Accounting Platform Dougs Raises $27 Million After Self-Funding for 8 Years

After eight years of self-funding, French accounting startup Dougs has  raised its first outside financing.

The company took in $27 million in its first funding round, TechCrunch reported Wednesday (July 5), and plans to use the capital to double the size of its team by 2025 and expand to countries like the U.K. and Germany.

Founded in 2015, Dougs is a chartered online accountant for small and midsized businesses (SMBs). It handles financial statements and tax filings, works with other accountants, HR professionals and legal experts.

It also, per the TechCrunch report, lets clients connect its platform with their bank accounts to give them better insights into expenses and revenues.

The funding is happening at a moment when SMBs are turning to digital tools like the ones Dougs provide as they struggle to meet more obligations with less working capital.

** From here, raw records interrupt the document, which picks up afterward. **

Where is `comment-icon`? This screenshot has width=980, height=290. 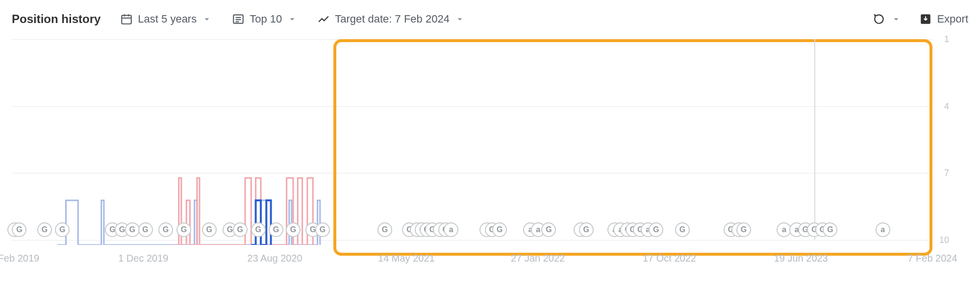 comment-icon is located at coordinates (879, 19).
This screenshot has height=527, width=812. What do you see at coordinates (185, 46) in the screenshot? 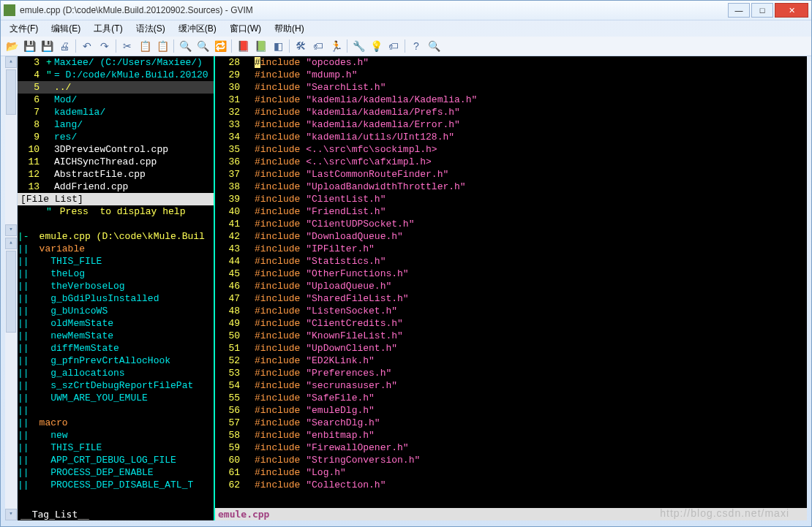
I see `find-icon: 🔍` at bounding box center [185, 46].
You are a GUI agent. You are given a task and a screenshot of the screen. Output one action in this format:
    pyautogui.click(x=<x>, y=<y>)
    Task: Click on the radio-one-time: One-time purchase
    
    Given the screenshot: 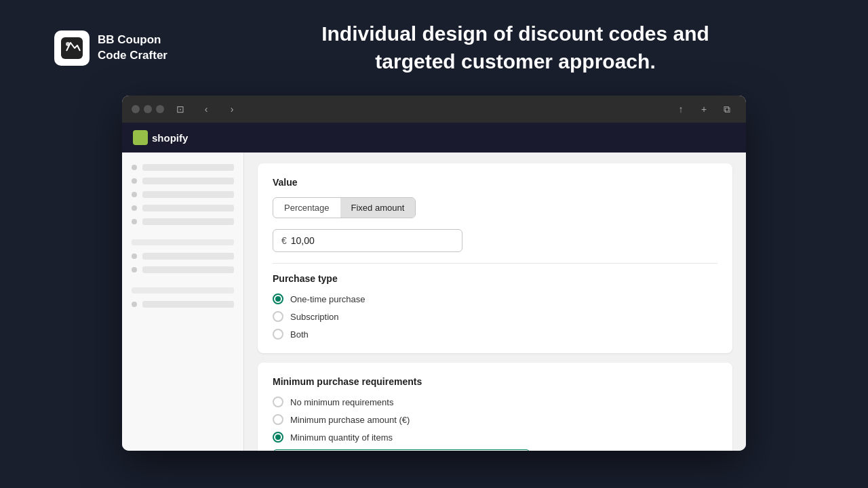 What is the action you would take?
    pyautogui.click(x=495, y=299)
    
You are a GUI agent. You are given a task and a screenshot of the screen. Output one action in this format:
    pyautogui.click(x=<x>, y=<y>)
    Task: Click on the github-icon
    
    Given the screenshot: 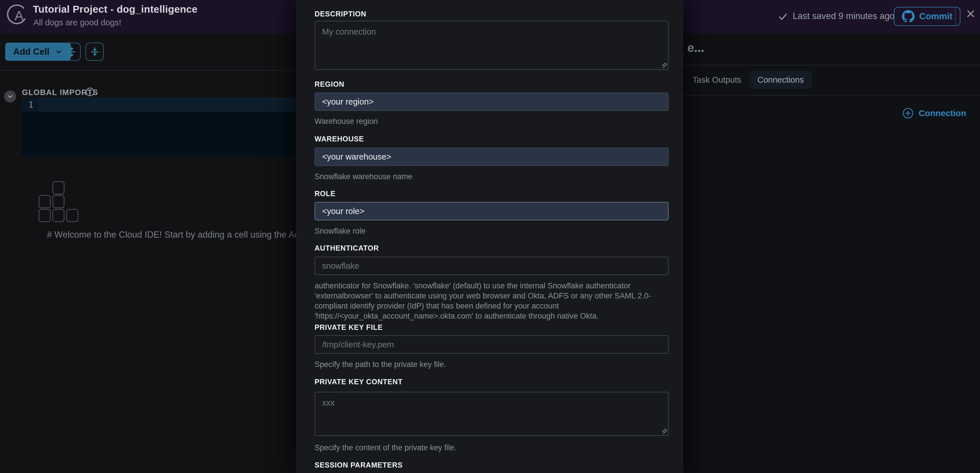 What is the action you would take?
    pyautogui.click(x=908, y=16)
    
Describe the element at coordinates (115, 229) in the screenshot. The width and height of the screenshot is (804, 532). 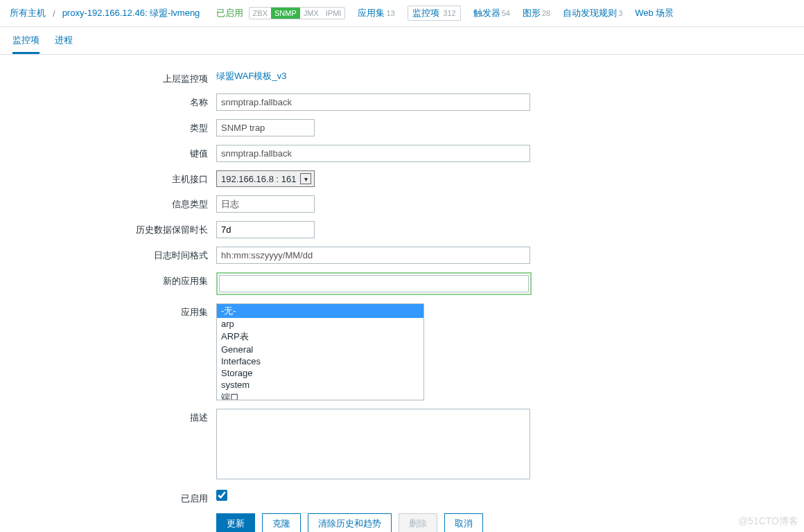
I see `label-history: 历史数据保留时长` at that location.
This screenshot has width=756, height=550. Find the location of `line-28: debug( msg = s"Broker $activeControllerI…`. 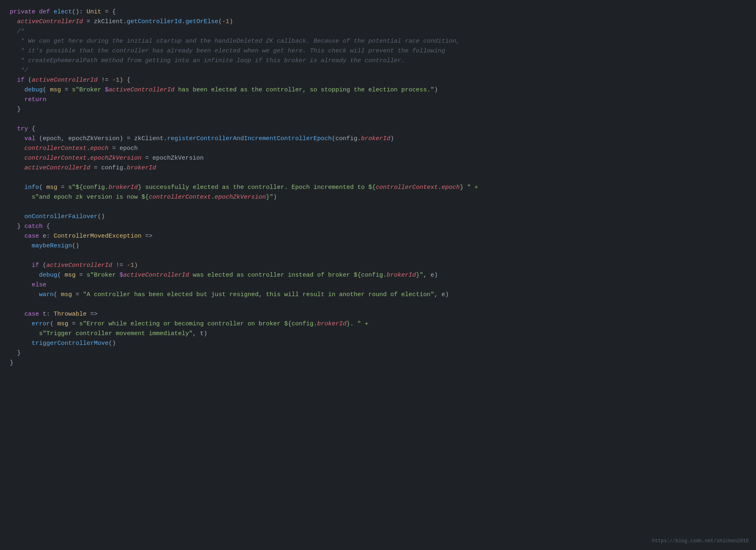

line-28: debug( msg = s"Broker $activeControllerI… is located at coordinates (378, 275).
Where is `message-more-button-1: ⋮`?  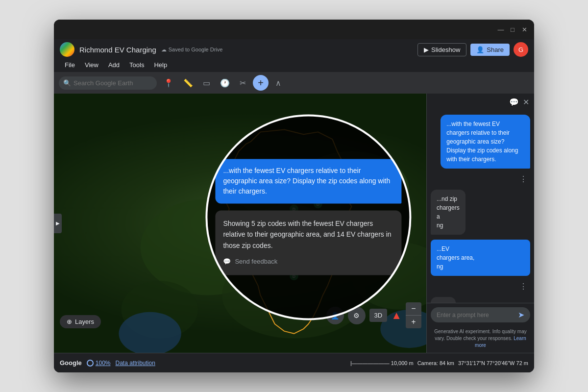 message-more-button-1: ⋮ is located at coordinates (523, 179).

“Small to midsize businesses are caught between a rock and a hard place, with average hourly wages rising as small businesses attempt to avoid raising prices on goods and services,” PYMNTS wrote in May. “With many companies slowing or freezing hiring, pressure is mounting to find alternative areas to cut expenditures.”

Many of these firms are run by people who are consumers themselves, dealing with a level of complexity that goes beyond handling their household budgets.

These owners don’t have “complete control over their finances and expenses,” Paymentus’ head of product Chris Trainor told PYMNTS, “which leads to negative situations related to cash flow and profitability.”

He added that SMB owners often don’t have accounting, bookkeeping and software backgrounds, and therefore might not use their digital tools to their fullest extent. And many still use analog tools, and make/receive payments with paper checks.

Automation can also help SMBs that can’t find accountants at all, as the industry suffers a labor shortage, as PYMNTS wrote last year.

“There’s not a lot of people moving into the profession, and there are many people who are retiring from that profession,” OpenEnvoy CEO Matt Tillman told PYMNTS in an interview.

Digitization and automated accounting solutions for accounts payable/receivable probably won’t close the employment gap.

But these tools they do offer an attractive solution for reducing repetitive pain points, like “crossing T’s and dotting I’s for every invoice, while also offering the opportunity to free up time for accounting professionals to focus on what they find most interesting about their business’s financial operations,” PYMNTS wrote.